In July 1865, 153 Welsh emigrants landed on the coast of Patagonia with the explicit aim of establishing a Welsh-speaking community beyond the reach of English linguistic and cultural dominance. What followed was neither the utopian success imagined by organisers nor the outright failure that the colony's early crises appeared to foreshadow. This book presents a comprehensive, evidence-based history of Welsh Patagonia from the first landing in 1865 through to the present day.
It examines how the settlement survived extreme environmental conditions, including aridity and flooding; how irrigation agriculture transformed the Lower Chubut Valley; and how institutions such as chapels, schools, and local governance sustained Welsh language and cultural life across generations. It also addresses the colony's complex and often uncomfortable relationships with Indigenous Tehuelche peoples and with the expanding Argentine state.
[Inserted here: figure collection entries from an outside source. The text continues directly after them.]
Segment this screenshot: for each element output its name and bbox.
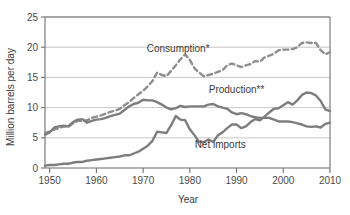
y-tick-label-10: 10 <box>27 102 39 113</box>
y-tick-label-25: 25 <box>27 12 39 23</box>
oil-chart-container: 0510152025 1950196019701980199020002010 … <box>0 0 350 215</box>
x-tick-label-2010: 2010 <box>319 175 342 186</box>
x-axis-title: Year <box>178 194 199 205</box>
x-tick-label-1970: 1970 <box>132 175 155 186</box>
y-axis-title: Million barrels per day <box>5 48 16 146</box>
x-tick-label-2000: 2000 <box>272 175 295 186</box>
y-tick-label-15: 15 <box>27 72 39 83</box>
y-tick-label-20: 20 <box>27 42 39 53</box>
y-tick-label-5: 5 <box>32 132 38 143</box>
x-tick-label-1980: 1980 <box>179 175 202 186</box>
y-tick-label-0: 0 <box>32 163 38 174</box>
series-label-net-imports: Net imports <box>195 139 246 150</box>
oil-supply-line-chart: 0510152025 1950196019701980199020002010 … <box>0 0 350 215</box>
x-tick-label-1950: 1950 <box>39 175 62 186</box>
series-label-production: Production** <box>209 84 265 95</box>
x-tick-label-1990: 1990 <box>225 175 248 186</box>
x-tick-label-1960: 1960 <box>85 175 108 186</box>
series-label-consumption: Consumption* <box>147 43 210 54</box>
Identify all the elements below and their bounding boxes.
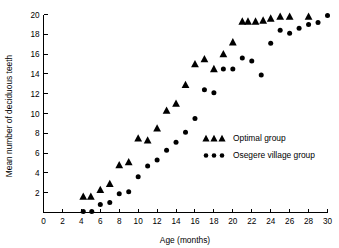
data-point [305,12,313,19]
data-point [267,14,275,21]
data-point [126,189,131,194]
data-point [202,87,207,92]
data-point [325,13,330,18]
data-point [115,161,123,168]
data-point [244,17,252,24]
y-tick-label: 2 [35,189,40,198]
x-tick-label: 0 [41,217,46,226]
data-point [98,202,103,207]
data-point [89,209,94,214]
y-tick-label: 14 [30,70,40,79]
x-tick-label: 22 [247,217,257,226]
data-point [286,12,294,19]
data-point [183,130,188,135]
data-point [134,134,142,141]
series-2-points [81,13,330,214]
y-tick-label: 12 [30,90,40,99]
data-point [155,158,160,163]
data-point [287,31,292,36]
data-point [221,66,226,71]
data-point [201,55,209,62]
series-1-points [79,12,312,199]
data-point [96,186,104,193]
x-tick-label: 26 [285,217,295,226]
legend-marker-circle [204,153,209,158]
chart-legend: Optimal groupOsegere village group [202,133,315,160]
data-point [164,148,169,153]
legend-marker-triangle [218,135,225,142]
y-tick-label: 4 [35,169,40,178]
x-tick-label: 10 [134,217,144,226]
legend-label: Osegere village group [233,150,315,160]
chart-canvas: 024681012141618202224262830 246810121416… [0,0,339,248]
x-tick-label: 8 [117,217,122,226]
x-tick-label: 20 [228,217,238,226]
data-point [268,41,273,46]
legend-marker-triangle [210,135,217,142]
x-tick-label: 24 [266,217,276,226]
data-point [81,209,86,214]
x-tick-label: 2 [60,217,65,226]
data-point [107,200,112,205]
data-point [192,116,197,121]
data-point [145,163,150,168]
x-tick-label: 6 [98,217,103,226]
x-tick-label: 16 [190,217,200,226]
x-axis-tick-labels: 024681012141618202224262830 [41,217,332,226]
y-tick-label: 20 [30,11,40,20]
data-point [191,60,199,67]
deciduous-teeth-scatter-chart: 024681012141618202224262830 246810121416… [0,0,339,248]
data-point [259,16,267,23]
data-point [230,66,235,71]
y-axis-tick-labels: 2468101214161820 [30,11,40,198]
data-point [106,180,114,187]
data-point [144,136,152,143]
legend-marker-triangle [202,135,209,142]
chart-axes: 024681012141618202224262830 246810121416… [30,11,332,226]
axis-lines [44,15,328,213]
data-point [172,100,180,107]
data-point [249,59,254,64]
legend-label: Optimal group [233,133,286,143]
data-point [125,158,133,165]
legend-marker-circle [220,153,225,158]
data-point [210,65,218,72]
data-point [252,17,260,24]
y-tick-label: 8 [35,129,40,138]
x-tick-label: 4 [79,217,84,226]
y-axis-tick-marks [44,15,48,213]
x-axis-tick-marks [44,209,328,213]
data-point [259,72,264,77]
y-tick-label: 6 [35,149,40,158]
data-point [136,174,141,179]
x-tick-label: 28 [304,217,314,226]
data-point [182,81,190,88]
y-tick-label: 16 [30,50,40,59]
data-point [240,56,245,61]
data-point [163,106,171,113]
data-point [174,140,179,145]
legend-marker-circle [212,153,217,158]
data-point [229,38,237,45]
data-point [297,26,302,31]
y-tick-label: 18 [30,30,40,39]
chart-data-points [79,12,330,214]
data-point [79,193,87,200]
x-tick-label: 30 [323,217,333,226]
x-axis-title: Age (months) [160,235,210,245]
data-point [306,22,311,27]
x-tick-label: 12 [153,217,163,226]
y-axis-title: Mean number of deciduous teeth [4,54,14,177]
x-tick-label: 14 [171,217,181,226]
data-point [219,50,227,57]
data-point [153,124,161,131]
data-point [87,193,95,200]
data-point [278,28,283,33]
data-point [316,20,321,25]
data-point [276,12,284,19]
data-point [117,191,122,196]
x-tick-label: 18 [209,217,219,226]
y-tick-label: 10 [30,110,40,119]
data-point [211,90,216,95]
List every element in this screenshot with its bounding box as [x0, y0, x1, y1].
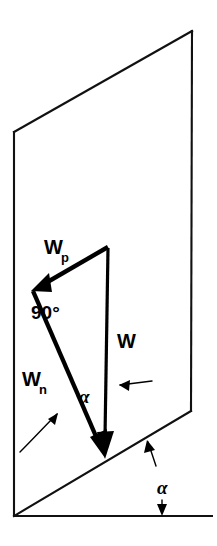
incline-angle-inner-leader	[119, 380, 152, 391]
weight-total-vector	[97, 248, 114, 459]
inclined-plane-figure: W p 90° W n W α α	[0, 0, 217, 546]
incline-angle-inner-label: α	[79, 386, 90, 407]
figure-canvas: W p 90° W n W α α	[0, 0, 217, 546]
incline-angle-inner-leader-head	[119, 380, 130, 391]
weight-normal-label: W n	[22, 368, 47, 397]
weight-total-label: W	[117, 330, 136, 352]
plane-incline-edge	[14, 411, 191, 516]
weight-parallel-label: W p	[44, 236, 69, 265]
weight-normal-leader	[20, 413, 58, 452]
weight-parallel-vector	[31, 247, 108, 292]
weight-normal-label-sub: n	[39, 382, 47, 397]
weight-normal-leader-head	[48, 413, 58, 425]
incline-angle-ground-leader-down-head	[157, 504, 167, 516]
weight-total-shaft	[105, 248, 108, 437]
right-angle-label: 90°	[31, 302, 60, 323]
incline-angle-ground-leader-up	[144, 440, 156, 466]
plane-top-edge	[14, 31, 192, 132]
weight-parallel-label-sub: p	[61, 250, 69, 265]
plane-right-edge	[191, 31, 192, 411]
incline-angle-ground-label: α	[157, 477, 168, 498]
weight-parallel-arrowhead	[31, 273, 52, 292]
incline-angle-ground-leader-down	[157, 500, 167, 516]
incline-angle-ground-leader-up-head	[144, 440, 155, 453]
Rejecting romanticised heritage narratives, this history confronts difficult realities directly. It acknowledges settler colonialism, indigenous dispossession, and the persistent gap between founding ideals and achievable outcomes. It traces the shift of Welsh from a community language to a heritage language, documents the gradual loss of political autonomy under Argentine nation-building, and explains why geographic isolation proved neither sustainable nor sufficient as a defence against linguistic assimilation.
The book covers the full chronological arc of the settlement, including expansion into the Andean regions, transformation during the twentieth century, and contemporary efforts to preserve Welsh language and cultural presence. It draws on scholarly research, archival sources, and institutional records while remaining accessible to general readers. Written for readers seeking serious history rather than commemoration, this work will appeal to students, researchers, Welsh diaspora communities, and those interested in minority language survival, migration history, and the limits of cultural preservation through settlement.
What emerges is neither celebration nor condemnation, but a clear-eyed assessment of what the Welsh Patagonian experiment achieved, what it failed to achieve, and what it reveals about culture, power, and endurance in a changing world.